I wouldn't be very interested in the Apollo Pro 133. I can't remember if I've ever used the 133 though, so maybe it's okay.
If that's the Apollo Pro 133A (with the 694X chip part number), then I'd be more in favor of it. 133A has some advantages over Intel, but the plain 133 probably doesn't have as much going for it.
I don't have proof but my impression has been that VIA gradually improved with later chips. Thus far I've only had good experiences with the 133A, even though I love the BX I'm finding the 133A has some appeal.
I had a terrible time on Win98 with an old VIA MVP3 board (when it was current). This made me avoid VIA. But I've realized that the 133A boards I've used haven't given me any problems, at least with WinXP SP2. To some extent I think the chipsets improved, but also I think that over time, the problems with VIA had been identified and smoothed out in drivers. At this point we have more mature drivers than what was available back then. But again, my positive experiences were with the 133A, I don't remember using the 133.
440BX advantages:
-AGP on the BX is always trouble free, it might as well be considered the reference implementation.
People had problems with AGP on VIA, but I wonder how much newer drivers might have fixed this. I personally have had no trouble with AGP on the 133A, but that's with XP SP2 and nVidia 45.23, not Win9x. I don't know what things are like on the original 133 using newer drivers.

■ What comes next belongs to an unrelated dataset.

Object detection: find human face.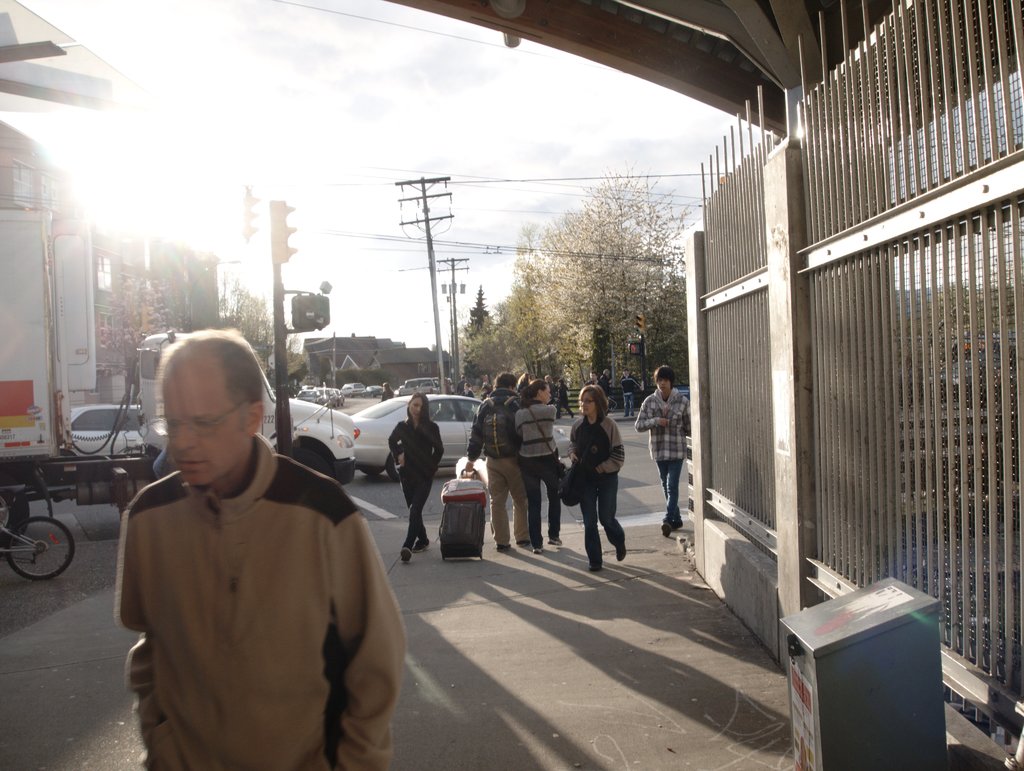
crop(543, 389, 551, 402).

-PCI performance is better on the BX. Probably not a big deal for desktop use, but if it's doing a lot of I/O, stick with the BX.
-There might be USB problems on the VIA boards, I'm not sure, haven't tried that out much. 440BX USB definitely works. But if you want USB 2.0, you need a card either way.
There are some advantages to VIA P3 boards, but I think they mainly apply to 133A:
-Many support 512MB per DIMM - the 133A definitely does, the plain 133 might also but I'm not sure. Useless for Win9x/DOS.
-The 133A boards have Universal AGP slots, but the plain 133 and the BX are both 3.3v only. Anything that won't fit a 3.3v slot probably doesn't support Win9x anyway.
-133/133A both support 133MHz bus without any overclocking.
Many BX can also do this, and when doing so the BX is faster than anything. But how well this works depends on the motherboard. You need a board with a 1/4 PCI setting, and not all BX boards have that. A BX @ 133MHz will also overclock the AGP to 89MHz and this can't be fixed. Most nVidia cards of the time period don't seem to mind, but it's something you have to think about in the card selection. From the comments I've read online, it seems it pretty much always works on Geforce1-3, and usually works on Geforce4, but fails on FX5 and later cards. I was 3/3 using 89MHz AGP on a GF2MX, an early GF3, and a Ti4200. I don't know as much about ATI.
That all said, since this is for DOS and Win9x games, the features of the BX are probably plenty sufficient.
If you're targeting a higher specced build, VIA can be worth considering, but if not, use the BX.
You might also want to check which of those boards have options to disable the caches, if you want to slow it way down for DOS games.